The musical comedy tradition, one of America’s indigenous art forms, grew out of operetta and vaudeville—sharing a genealogy with opera: at their root they are story plus music, as is opera

Whether your taste in musicals runs to Spring Awakening and Matilda, or South Pacific and My Fair Lady, they all share the key characteristic that a dramatic narrative is embodied in music for the  voice. The infinite ways this can be accomplished, and, tbh, the equally infinite numbers of ways it can go wrong, have given music theater (and opera before that) its characteristic ability to reinvent itself.

The creators of musicals often (although not invariably) work with a combination of spoken dialogue, songs (typically verse and refrain) duets, larger ensembles and choruses. All of these have precedents in opera, but to get our feet wet with the idea of how music and drama work together, I offer three examples. (I am afraid that my examples will tend towards the classic Broadway shows—I’m the last one to wallow in nostalgia about the ‘way it used to be’ brilliant musicals are being written today–but the examples I have to hand are these.

First: the “Tonight Quintet” from West Side Story.

This is really a dazzling piece of work. If you are not familiar with West Side Story (and you should be) it is based on Romeo and Juliet, and this ensemble brings together the voices of the main protagonists, each anticipating the fateful dance. Each line introduces a musical and a dramatic point of view, building in turn into an ensemble (with the lovers’ lines soaring above.)

So this is an ensemble (meaning a piece that uses multiple voices), a classic operatic form. It illuminates opera’s ability to play with time:  Just as movies rely on narrative techniques like flashbacks or epics use frame stories, operas often stop time during an ensemble, as the action goes inward and we learn what everybody is thinking via the music we can hear (but which isolates the characters). Although, this is possible in spoken drama or novels, but in those the trick is hardly worth the candle, setting it to music gives it a rhetorical dimension that is far more powerful. (Later this month, if I remember, I will post the stunning example of this stopping of time and multiple perspectives in Barber’s Vanessa.)

The next example is “You’re Nothing Without Me” from City of Angels.

Duets are all over the place in opera, most often of the love variety, but running the gamut of dramatic purpose. Love duets are staples of musicals as well, but Cy Coleman. David Zippel, and Bart Gelbart’s loveletter to film noir, City of Angels offers a different take. Here, which the writer who has created a famous detective faces off with his creation as the double narratives that drive the show come to a fizzy head. It’s a show-stopper, a great first act closer for an altogether wonderful show.

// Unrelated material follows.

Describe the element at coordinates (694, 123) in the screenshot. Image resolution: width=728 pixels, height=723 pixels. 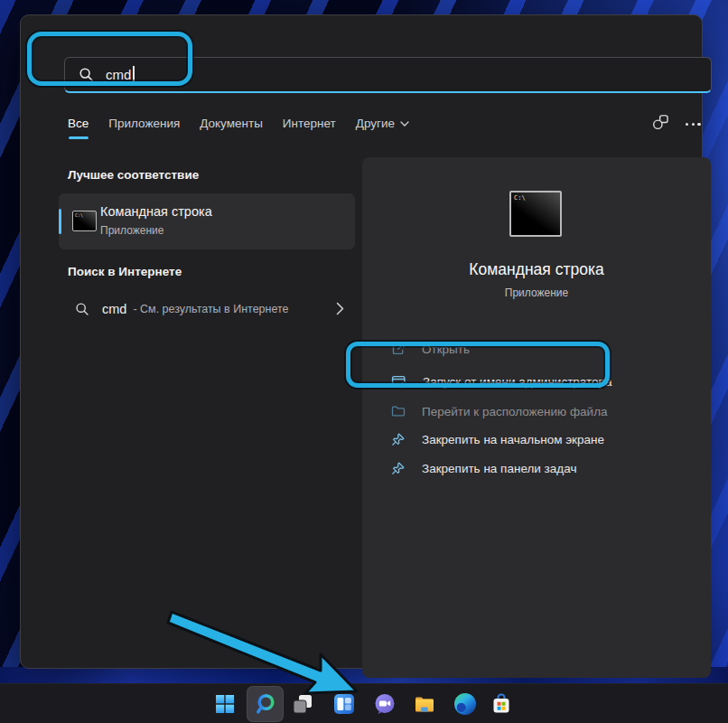
I see `more-options-icon` at that location.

Finally, the solo song. This is probably the oldest form in opera, perhaps in music and it taps the atavistic power of the story-teller. Here is an example from South Pacific, in which Emile de Becque (in the Tony winning performance of Paulo Szot) reflects on the love he believes he has lost.

So solos, duets, ensembles, here are the basic building blocks of operas. If you found yourself enjoying these, you are on your way. Next, Gilbert and Sullivan, truly a gateway drug to opera.